Bubbles, who’d been hit by some asshole of a millionaire and left to crawl away and die, crawl away and
die
, would be
fine
. She would be fine.
I went home and finished all the booze in the house. Then I went out on the porch and looked at the sage I’d saved.
Sunset in Sagaponack is when nature begins to regain some control and us homocentric humans don’t seem so such much. Things settle and dampen. The dim blue sky still glows but night is forming in the shadows. I wanted to freeze time, hold on to that sky, that color. And then the smell of the moist earth hit me, the best smell in the world! I realized this was the smell I should have been smelling all my life—I should go out at dawn and dusk to smell it.
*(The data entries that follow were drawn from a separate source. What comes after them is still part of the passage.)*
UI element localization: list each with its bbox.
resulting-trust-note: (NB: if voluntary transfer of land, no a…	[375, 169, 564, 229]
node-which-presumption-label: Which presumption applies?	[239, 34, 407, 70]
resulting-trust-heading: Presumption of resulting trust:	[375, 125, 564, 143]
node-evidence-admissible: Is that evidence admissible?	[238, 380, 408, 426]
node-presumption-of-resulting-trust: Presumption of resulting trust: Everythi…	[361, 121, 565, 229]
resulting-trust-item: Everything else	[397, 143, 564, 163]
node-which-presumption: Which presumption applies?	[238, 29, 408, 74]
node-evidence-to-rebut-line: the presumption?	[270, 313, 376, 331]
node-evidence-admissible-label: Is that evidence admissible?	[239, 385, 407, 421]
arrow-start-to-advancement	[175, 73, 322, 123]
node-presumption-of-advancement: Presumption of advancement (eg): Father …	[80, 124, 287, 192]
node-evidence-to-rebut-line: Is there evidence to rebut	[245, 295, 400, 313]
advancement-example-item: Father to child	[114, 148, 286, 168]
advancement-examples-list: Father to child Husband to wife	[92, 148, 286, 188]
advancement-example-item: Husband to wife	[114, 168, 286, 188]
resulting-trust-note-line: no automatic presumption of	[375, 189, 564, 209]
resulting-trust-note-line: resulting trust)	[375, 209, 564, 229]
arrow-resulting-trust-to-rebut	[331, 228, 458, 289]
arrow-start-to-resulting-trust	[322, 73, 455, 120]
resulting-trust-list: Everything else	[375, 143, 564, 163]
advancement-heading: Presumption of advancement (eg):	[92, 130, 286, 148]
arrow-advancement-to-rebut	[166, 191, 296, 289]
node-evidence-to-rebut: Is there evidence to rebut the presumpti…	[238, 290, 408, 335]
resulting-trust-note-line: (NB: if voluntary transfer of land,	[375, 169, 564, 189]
I watched as a lone bug rose up toward the sky. Nobody has ever helped her, I thought, she has always been alone. But that wasn’t true. The
sun
had helped her. She flew toward it now.
Huge flocks of starlings molded and remolded themselves into one big undulating cloud, as if to celebrate surviving another day. We are free! they squealed. Free to live and mate and feed our young, and all is forgiven (the day’s squabbling over food, the day’s dangers). A grace of starlings, a murmuration? I once heard it’s called a wedding.
The moon hovered low in the sky, not a perfect circle yet but big and sassy, friendly-looking, reflected brokenly in puddles—doing that staring act she’s done a million times. She’s been taking a very good look at us for years, the earth’s long-suffering waif wife.
Saftly, saftly, through the mirk
The müne walks a’ hersel’:
Ayont the brae; abüne the kirk;
And owre the dunnlin bell.
I wudna be the müne at nicht
For a’ her gowd and a’ her licht.
I didn’t want to linger in my apartment any longer than necessary—without Mimi or Bubbles, the whole place
stank.
I checked my answering machine (condolences, but nothing from Mimi), put on a suit, threw some overnight stuff in my briefcase for the trip to Virtue and Chewing Gum later on, and set off for the gallery.
Feeling pretty monosyllabic after my fourteen days in the wilderness, I was hoping the memorial would be a quiet affair in a back room. But Bee’s dealer had cleared the whole joint to accommodate several Coziness Sculptures (no small matter). The walls were covered in Bee’s drawings, and (laminated) articles on Bee, not just obituaries but practically every review she’d ever received and a whole lot of letters and notes and other memorabilia I’d never seen. Hundreds of people were rushing from one wall to another in an orgy of appreciation and grief, some crying, some just nodding and smiling. I headed over to the violinist, who was playing the Bach partitas I’d asked for. Bach knew about death—half his children died. He would see me through, if anybody could, his worldliness and depth. Cleave to
that
. As Claude Rains says in
Deception
, it’s extraordinary “that music can exist in the same world as the basest treachery.”